About one and a half million people in Sweden live with some form of impairment. In the EU estimates vary between 65 and 80 million people. Yet we know relatively little about how different impairments impact people’s lives.
Since 2016 Vikström has been leading an interdisciplinary project, funded by the European Research Council, to examine the consequences of disabilities for the individual from 19th century Sweden until the present day.
Being chosen as a Wallenberg Scholar will enable her to delve even deeper into the topic. Among other things, she intends to study whether certain groups are more vulnerable due to factors such as gender and family situation.
“We are identifying risk factors already present when people are of working age, and the implications they have for health later on in life.”
The project is still in its early stages. At the end of the year Vikström and a colleague with a PhD in social work will be joined by an epidemiologist and statistician, along with a media and film researcher. They will be making quantitative comparisons over time and geography, and conducting qualitative interviews in which people describe their own lives. They will also be studying how disabilities are portrayed in popular culture.
“The long-term funding provided by the grant is something I have seldom experienced. It allows me to continue to lead my research team to acquire new knowledge about the largest minority group in the world, whose living conditions remain unknown.”
It is very quiet in the corridor outside her office at the Centre for Demographic and Ageing Research (CEDAR) at Umeå University. Almost all Vikström’s colleagues are working from home during the corona crisis.
It is too early to say whether the pandemic will impact her research. She suspects that people with disabilities will be more isolated than others during quarantine. For those who survive Covid-19, quality of life may also suffer due to impaired function of the lungs or other organs.
“The structure of society creates opportunities or hurdles. It’s up to us to decide whether everyone should be offered the same life opportunities,” Vikström says.
Finding the right path
Vikström grew up in Kisa, graduated from high school in Linköping, and moved to Umeå in the north of the country to continue her studies. She originally planned to train as an environment and public health inspector, but then opted for cultural studies. In the end she chose history, specializing in teacher training.
“All the other students on the final course were male. They talked about enrolling on the PhD program. I thought ‘if they can, then so can I’, and asked the professor how to go about it.”
She had written a master thesis on women who emigrated from Sweden to North America in the late 1800s – who they were and what happened to them. Her professor thought that the subject could be elaborated to form the basis for a doctoral thesis on gender differences in socio-geographic mobility in Sundsvall during the same period.
“Nowadays the application procedure is more organized, but back then it was more of a lottery. I was lucky to be among those chosen, and to receive a doctoral position.”
Valuable parish records
Vikström found a wealth of information in old church records. The Churches Act, passed in 1686, obliged priests to interview parishioners in their homes to ascertain their literacy and knowledge of Christianity. The results were recorded, together with their place of residence, occupation, and details of marriage, children, and death. Priests also noted down whether someone was feeble-minded or lame, as it was expressed at the time.
Vikström has benefited greatly from digitization of the Demographic Data Base, which enables researchers to make statistical analyses of people’s lives and living conditions.
“Impairments or diseases were not defined on medical grounds alone. They were also socio-culturally created in relation to what was perceived as normal, healthy or functional. Looking different or behaving differently constituted a health risk.”
Industrialization offered new opportunities, but also difficult challenges. It became harder for men with functional impairments to find work. Women with the same conditions seem to have managed better. They could be taken on as a maid or marry and be provided for.
Vikström mentions the example of Ingrid Kajsa, born in 1820, daughter to a farmer in the parish of Njurunda. When the girl was 12 the priest entered in the record of the home interview that she was deaf. Yet she was later employed as a maid, married a smallholder, had three children, and died at the age of 57.
“Her life path didn’t differ much from the lives of other farmer’s daughters,” Vikström points out.
According to the church records, Jonas, born the son of a smallholder in Sundsvall in 1812, was a “cripple”, i.e. physically impaired. There are no entries on his occupation. When he died, at the age of 33, he was living alone, childless.
“If Ingrid Kajsa had lived today, she might have been given a cochlear implant, and have had more jobs to choose between. Jonas could have worked using a computer, and found a partner online,” Vikström comments.
People with disabilities still find it difficult to find a partner. In a very recent study, Vikström shows that they have 60 percent less chance of experiencing partnership than do other adults. The study is based on demographic data from the 1800s up to the present day.
“Regardless of timeframe and welfare system, a disability severely reduces the likelihood of a romantic relationship. It’s hardest for people with cognitive impairment.”
Impacts many people
Vikström thinks her mother’s rheumatism and impaired mobility may have played a part in her choice of research field.
“The whole family is affected if one of its number is not healthy. Impairments are capricious, and can affect anyone, perhaps as the result of an accident.”
The social isolation potentially resulting from an impairment can shorten lives.
“It costs society more than it does to offer effective support at an early stage.”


From the records below, transcribe exactly the lines that begin at the line with "Image is 814x441 pixels." and end at the line with "Image is 638x361 pixels.", both included.

"""

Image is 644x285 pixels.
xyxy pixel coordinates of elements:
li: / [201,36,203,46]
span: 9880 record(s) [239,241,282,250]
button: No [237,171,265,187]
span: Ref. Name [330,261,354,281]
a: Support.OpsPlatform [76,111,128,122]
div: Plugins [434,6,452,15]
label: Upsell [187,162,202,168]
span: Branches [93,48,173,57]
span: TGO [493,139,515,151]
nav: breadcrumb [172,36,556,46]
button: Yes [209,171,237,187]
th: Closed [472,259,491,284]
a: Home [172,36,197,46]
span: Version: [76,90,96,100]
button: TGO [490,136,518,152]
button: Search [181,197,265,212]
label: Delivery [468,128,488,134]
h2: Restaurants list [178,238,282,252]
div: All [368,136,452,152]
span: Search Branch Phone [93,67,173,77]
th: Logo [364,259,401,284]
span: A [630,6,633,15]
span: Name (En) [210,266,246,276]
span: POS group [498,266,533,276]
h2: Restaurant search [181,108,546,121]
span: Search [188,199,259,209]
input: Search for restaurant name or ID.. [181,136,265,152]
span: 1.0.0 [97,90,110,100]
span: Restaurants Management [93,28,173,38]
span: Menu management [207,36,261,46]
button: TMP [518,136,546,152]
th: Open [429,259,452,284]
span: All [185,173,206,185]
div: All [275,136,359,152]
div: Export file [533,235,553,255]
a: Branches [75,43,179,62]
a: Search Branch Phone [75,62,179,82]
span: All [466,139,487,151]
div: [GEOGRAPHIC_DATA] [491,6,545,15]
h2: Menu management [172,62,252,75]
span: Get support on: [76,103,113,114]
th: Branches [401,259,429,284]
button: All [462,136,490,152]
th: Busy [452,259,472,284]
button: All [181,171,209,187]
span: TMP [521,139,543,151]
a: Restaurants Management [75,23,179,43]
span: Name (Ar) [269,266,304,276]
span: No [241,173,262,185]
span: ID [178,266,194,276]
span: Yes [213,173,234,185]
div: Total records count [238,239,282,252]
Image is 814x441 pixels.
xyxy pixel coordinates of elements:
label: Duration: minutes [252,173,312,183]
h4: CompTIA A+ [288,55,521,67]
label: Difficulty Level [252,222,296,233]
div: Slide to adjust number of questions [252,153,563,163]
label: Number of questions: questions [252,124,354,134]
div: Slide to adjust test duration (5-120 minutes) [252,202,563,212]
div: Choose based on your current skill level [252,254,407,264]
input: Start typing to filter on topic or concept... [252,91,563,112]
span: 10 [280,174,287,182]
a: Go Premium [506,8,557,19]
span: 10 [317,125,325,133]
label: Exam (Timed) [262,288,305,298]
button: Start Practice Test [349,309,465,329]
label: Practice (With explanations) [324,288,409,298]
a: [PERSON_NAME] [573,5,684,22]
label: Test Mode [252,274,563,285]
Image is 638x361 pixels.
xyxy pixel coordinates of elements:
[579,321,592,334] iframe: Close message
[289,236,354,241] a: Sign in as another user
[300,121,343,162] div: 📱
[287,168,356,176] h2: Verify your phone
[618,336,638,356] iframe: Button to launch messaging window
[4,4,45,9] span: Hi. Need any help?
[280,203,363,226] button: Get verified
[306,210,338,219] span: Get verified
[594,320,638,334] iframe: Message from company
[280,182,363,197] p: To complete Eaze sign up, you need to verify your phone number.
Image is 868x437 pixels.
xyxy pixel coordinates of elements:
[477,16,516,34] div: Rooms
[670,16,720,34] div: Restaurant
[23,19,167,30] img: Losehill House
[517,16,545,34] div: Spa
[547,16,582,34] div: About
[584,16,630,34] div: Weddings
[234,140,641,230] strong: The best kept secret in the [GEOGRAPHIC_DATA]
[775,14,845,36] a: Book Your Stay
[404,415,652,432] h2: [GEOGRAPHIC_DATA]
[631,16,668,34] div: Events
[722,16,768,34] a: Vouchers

"""
"""

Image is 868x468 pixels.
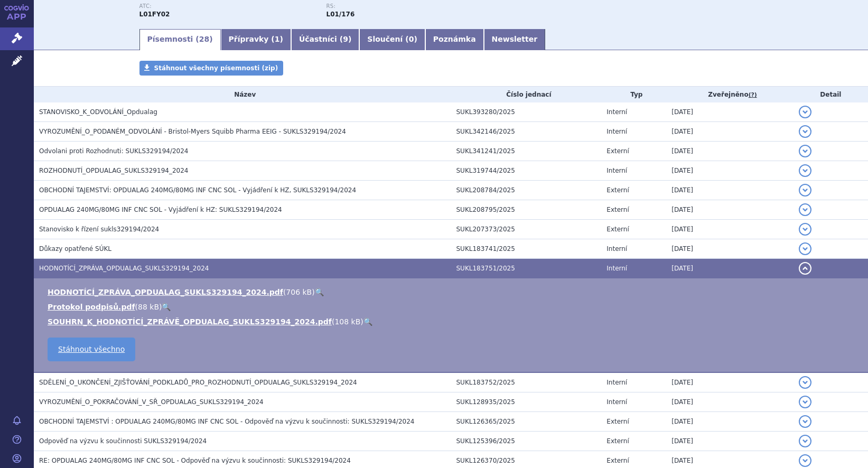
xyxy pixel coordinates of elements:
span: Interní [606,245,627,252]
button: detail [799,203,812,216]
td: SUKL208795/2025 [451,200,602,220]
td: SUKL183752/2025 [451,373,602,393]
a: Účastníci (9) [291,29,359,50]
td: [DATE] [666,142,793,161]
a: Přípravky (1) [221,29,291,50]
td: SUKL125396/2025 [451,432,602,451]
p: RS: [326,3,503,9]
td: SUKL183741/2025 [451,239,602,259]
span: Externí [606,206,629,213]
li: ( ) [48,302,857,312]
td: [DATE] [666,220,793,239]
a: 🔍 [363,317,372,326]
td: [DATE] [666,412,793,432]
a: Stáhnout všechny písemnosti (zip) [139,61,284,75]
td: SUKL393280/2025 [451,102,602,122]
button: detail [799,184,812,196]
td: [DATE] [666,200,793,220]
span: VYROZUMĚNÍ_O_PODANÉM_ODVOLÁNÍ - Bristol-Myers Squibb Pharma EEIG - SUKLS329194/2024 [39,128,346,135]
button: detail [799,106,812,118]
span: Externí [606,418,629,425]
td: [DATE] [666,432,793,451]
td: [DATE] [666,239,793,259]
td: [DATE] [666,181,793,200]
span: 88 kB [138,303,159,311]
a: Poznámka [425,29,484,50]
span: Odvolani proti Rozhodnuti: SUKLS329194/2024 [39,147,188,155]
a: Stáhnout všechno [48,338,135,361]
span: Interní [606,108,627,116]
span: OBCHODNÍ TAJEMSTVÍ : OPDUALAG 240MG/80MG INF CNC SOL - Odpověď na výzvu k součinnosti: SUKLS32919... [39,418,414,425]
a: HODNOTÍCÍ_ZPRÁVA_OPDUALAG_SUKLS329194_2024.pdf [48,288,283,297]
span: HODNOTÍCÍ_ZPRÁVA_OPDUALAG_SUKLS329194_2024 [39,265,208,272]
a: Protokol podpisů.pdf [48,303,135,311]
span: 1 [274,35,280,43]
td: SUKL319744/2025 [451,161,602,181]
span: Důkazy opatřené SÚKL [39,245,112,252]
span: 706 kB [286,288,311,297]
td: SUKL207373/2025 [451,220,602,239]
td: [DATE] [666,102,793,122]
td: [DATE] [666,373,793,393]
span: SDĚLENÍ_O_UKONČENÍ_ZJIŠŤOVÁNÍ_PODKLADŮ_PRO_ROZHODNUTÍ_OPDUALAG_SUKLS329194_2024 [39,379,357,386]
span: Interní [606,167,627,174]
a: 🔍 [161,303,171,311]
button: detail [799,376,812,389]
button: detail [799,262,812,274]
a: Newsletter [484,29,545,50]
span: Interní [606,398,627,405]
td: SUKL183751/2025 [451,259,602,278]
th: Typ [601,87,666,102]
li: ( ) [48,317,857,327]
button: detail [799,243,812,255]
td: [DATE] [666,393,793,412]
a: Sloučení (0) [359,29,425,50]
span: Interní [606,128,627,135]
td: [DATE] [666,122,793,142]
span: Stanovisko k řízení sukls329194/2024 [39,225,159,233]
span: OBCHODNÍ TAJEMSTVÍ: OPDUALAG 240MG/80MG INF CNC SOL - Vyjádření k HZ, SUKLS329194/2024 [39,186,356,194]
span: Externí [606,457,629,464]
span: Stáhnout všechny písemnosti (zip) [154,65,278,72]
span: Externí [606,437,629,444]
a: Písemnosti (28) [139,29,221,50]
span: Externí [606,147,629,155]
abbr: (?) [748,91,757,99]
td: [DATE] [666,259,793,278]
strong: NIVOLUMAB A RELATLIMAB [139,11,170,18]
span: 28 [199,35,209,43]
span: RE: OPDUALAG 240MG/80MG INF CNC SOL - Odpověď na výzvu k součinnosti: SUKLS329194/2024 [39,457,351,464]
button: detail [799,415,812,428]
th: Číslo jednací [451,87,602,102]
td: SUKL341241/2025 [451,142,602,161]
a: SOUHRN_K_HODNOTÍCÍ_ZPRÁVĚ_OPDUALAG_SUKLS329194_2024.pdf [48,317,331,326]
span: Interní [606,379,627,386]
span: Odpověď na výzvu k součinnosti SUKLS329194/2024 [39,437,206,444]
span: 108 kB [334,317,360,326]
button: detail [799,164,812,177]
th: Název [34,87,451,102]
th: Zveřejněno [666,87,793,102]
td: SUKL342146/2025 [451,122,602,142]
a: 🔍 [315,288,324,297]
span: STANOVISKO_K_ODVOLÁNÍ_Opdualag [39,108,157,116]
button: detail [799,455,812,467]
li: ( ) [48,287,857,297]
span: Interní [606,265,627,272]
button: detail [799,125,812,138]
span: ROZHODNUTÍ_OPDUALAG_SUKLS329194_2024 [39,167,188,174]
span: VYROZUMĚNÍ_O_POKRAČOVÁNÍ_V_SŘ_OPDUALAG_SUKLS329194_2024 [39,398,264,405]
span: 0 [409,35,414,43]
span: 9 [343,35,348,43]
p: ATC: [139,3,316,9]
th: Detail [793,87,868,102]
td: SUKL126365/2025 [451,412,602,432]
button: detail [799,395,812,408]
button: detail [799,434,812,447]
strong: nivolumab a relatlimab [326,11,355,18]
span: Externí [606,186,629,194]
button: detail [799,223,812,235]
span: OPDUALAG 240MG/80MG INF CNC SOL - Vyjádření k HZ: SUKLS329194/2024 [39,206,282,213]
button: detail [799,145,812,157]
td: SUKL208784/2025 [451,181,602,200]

"""

▶ Result of the task:
Image is 814x441 pixels.
xyxy pixel coordinates of elements:
label: Duration: minutes [252,173,312,183]
h4: CompTIA A+ [288,55,521,67]
label: Difficulty Level [252,222,296,233]
div: Slide to adjust number of questions [252,153,563,163]
label: Number of questions: questions [252,124,354,134]
div: Slide to adjust test duration (5-120 minutes) [252,202,563,212]
div: Choose based on your current skill level [252,254,407,264]
input: Start typing to filter on topic or concept... [252,91,563,112]
span: 10 [280,174,287,182]
a: Go Premium [506,8,557,19]
span: 10 [317,125,325,133]
label: Exam (Timed) [262,288,305,298]
button: Start Practice Test [349,309,465,329]
label: Practice (With explanations) [324,288,409,298]
a: [PERSON_NAME] [573,5,684,22]
label: Test Mode [252,274,563,285]
Image is 638x361 pixels.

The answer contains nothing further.